Arguing that closures are great because they let you replace for loops is like saying the iPhone is great because it has a better texting interface than a Nokia 3310: it's entirely missing the point.
What makes closures is that it opens up a whole new way of coding. Two things specifically make this possible: that they can be treated as data[1], and that they can capture local variables.
Closures is, for example, what makes the entire premise of OS X's Grand Central Dispatch framework possible. You can create a closure, and seamlessly execute it in a background thread, on a different core. You can build complex queues and dependencies of operations and use all cores in parallel, while keeping a very simple interface to the whole system.
Here's an example pulled from my toying around in Ruby, trying to implement a machine learning algorithm.
thetas = gradient_descent 0.1, 10 do |theta0, theta1|
J theta0, theta1, training_set
end
This code uses a gradient_descent function, and passes it a closure to find the values of theta0 and theta1 which minimize the function. It will automatically figure out how many arguments to minimize, based on the closure's `arity`. The closure captures the `training_set` variable and uses the arguments to call cost function `J`. This would not have been possible, or nearly as easy, without closures. Peruse the entire <60lines code at [2].

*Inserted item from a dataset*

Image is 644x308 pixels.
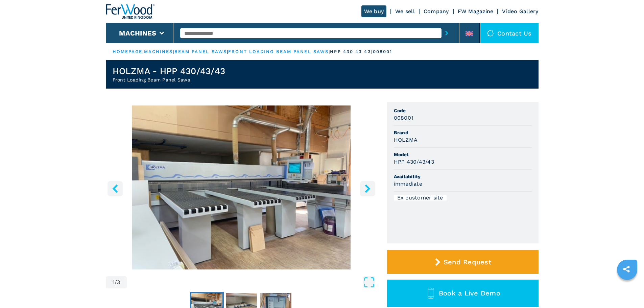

Closures open up a whole new world of possibilities.
What makes closures is that it opens up a whole new way of coding. Two things specifically make this possible: that they can be treated as data[1], and that they can capture local variables.
Closures is, for example, what makes the entire premise of OS X's Grand Central Dispatch framework possible. You can create a closure, and seamlessly execute it in a background thread, on a different core. You can build complex queues and dependencies of operations and use all cores in parallel, while keeping a very simple interface to the whole system.
Here's an example pulled from my toying around in Ruby, trying to implement a machine learning algorithm.
This code uses a gradient_descent function, and passes it a closure to find the values of theta0 and theta1 which minimize the function. It will automatically figure out how many arguments to minimize, based on the closure's `arity`. The closure captures the `training_set` variable and uses the arguments to call cost function `J`. This would not have been possible, or nearly as easy, without closures. Peruse the entire <60lines code at [2].Closures open up a whole new world of possibilities.